One also sees this knack for reinvention and making the familiar fresh in Jaishri Abichandani’s small clay sculptures of the Hindu goddess Kali, who is traditionally portrayed as a larger-than-life destroyer of evil forces. In Abichandani’s works, Kali appears with animal heads, amputated limbs, enticing voluptuous breasts, and an open vagina. Seen strumming the traditional tanpura instrument with a male head at the base, Abichandani’s Kali joins a league of female forms that enter the wilderness of unexplored territories, undaunted by a fear of commingling mythology with her conception of the tortured but strong female form.

For such artists, Spero’s trailblazing path of feminism that initially shocked and embarrassed her audiences has been particularly inspiring.
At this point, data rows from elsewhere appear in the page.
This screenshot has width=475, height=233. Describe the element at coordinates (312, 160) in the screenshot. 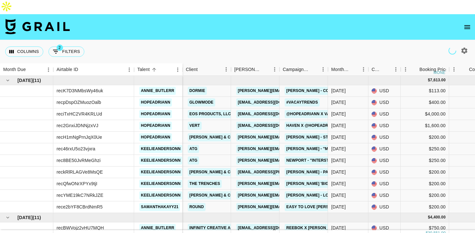

I see `a: Newport - "Interstate"` at that location.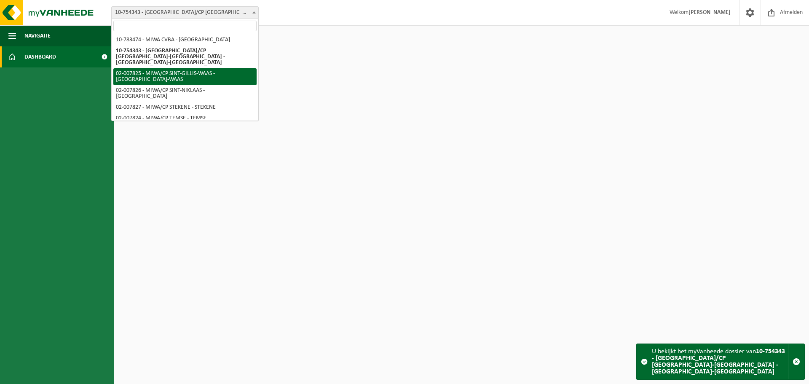 The width and height of the screenshot is (809, 384). I want to click on span: 10-754343 - MIWA/CP NIEUWKERKEN-WAAS - NIEUWKERKEN-WAAS, so click(185, 13).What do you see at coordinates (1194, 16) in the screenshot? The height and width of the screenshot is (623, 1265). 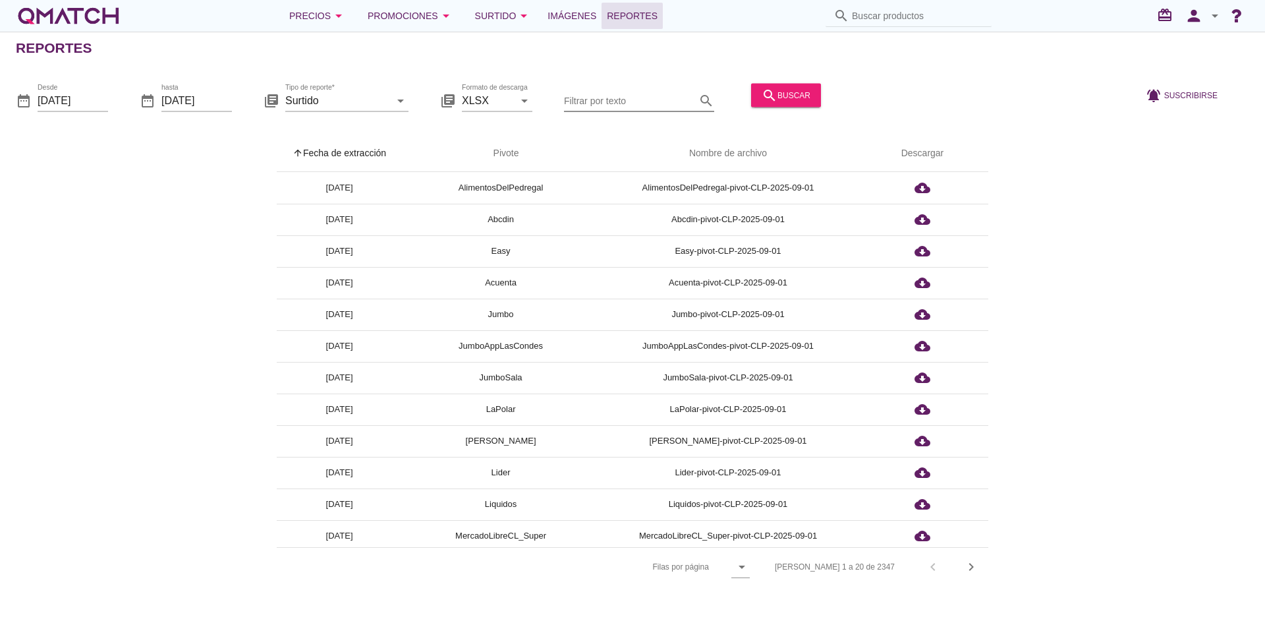 I see `i: person` at bounding box center [1194, 16].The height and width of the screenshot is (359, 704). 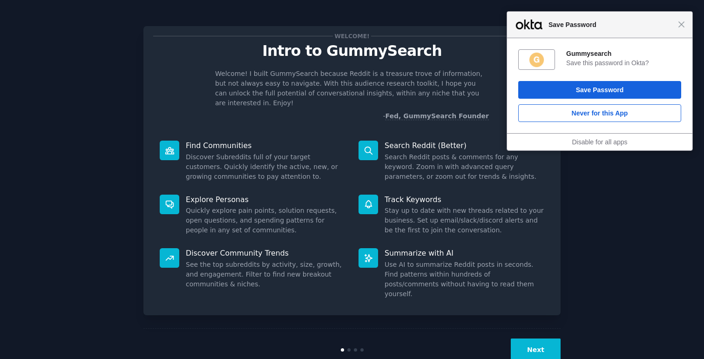 I want to click on button: Save Password, so click(x=600, y=90).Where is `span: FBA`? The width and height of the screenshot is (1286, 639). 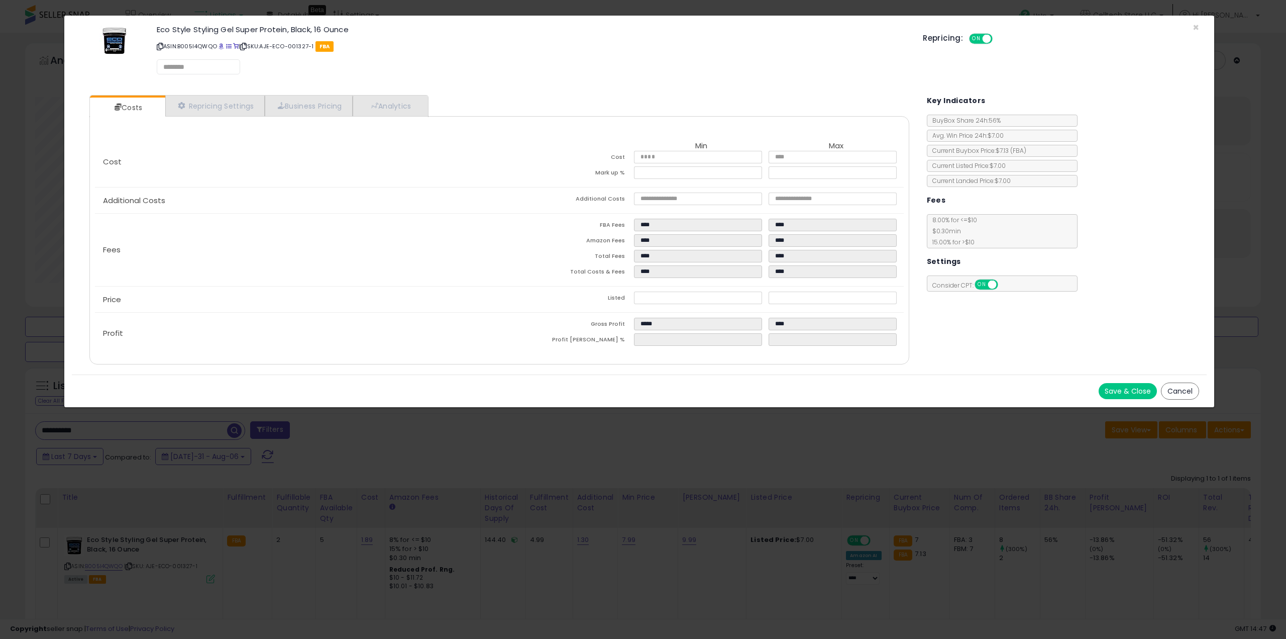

When Yee-I-Lann first encountered Spero’s work in 1997, as she states in her essay in the catalog, she realized that “it’s okay to conflate personal storytelling with politics and current affairs.” In her three-channel video, “Imagining Pontianak: I’ve Got Sunshine on a Cloudy Day” (2016), I-Lann uses the image of the popular Indonesian female ghost to give voice to young women in her country who discuss their bodies and sexual experiences.

Jaishri Abichandani, “Before Kali”

Yee I-Lann, stills from “Pontianak: I’ve Got Sunshine on a Cloudy Day” (2016)

Even the landscape in Tracey Moffatt and Huma Bhabha’s photographs is imbued with the beauty of otherness. Moffatt’s celestial images reference the sky above her aboriginal ancestral lands, while Bhabha culls some sense of serenity from desolate strips of Pakistan that she returns to periodically. And Kris Grey gains strength from positioning himself as a “self-designed hybrid” who uses “hormones and medical technology to craft a defiant body.” Grey’s gender-bending figure, which challenges categorization and prevents the formulation of specific conclusions, best sums up many of the artists in this exhibition, who, like Spero did, continue to make work despite their adversaries. Much like Zanele Muholi’s portraits of the LGBTI community in South Africa that appear to repeatedly stand up to their naysayers, women from the wilderness are welcomed as insiders in the calm, unflappable quarters of Wave Hill for their tenacity and for empowering collective memory.

Khris Grey, “Greenhouse”

Outcasts: Women in the Wildness, installation view (photo by Stefan Hagen)

Outcasts: Women in the Wildness, installation view (photo by Stefan Hagen)

Outcasts: Women in the Wilderness continues at Wave Hill House (West 249th Street and Independence Avenue, Bronx) through July 9.

Bansie Vasvani is an independent art critic with a focus on Asian and other non-Western art practices. She lives in New York City.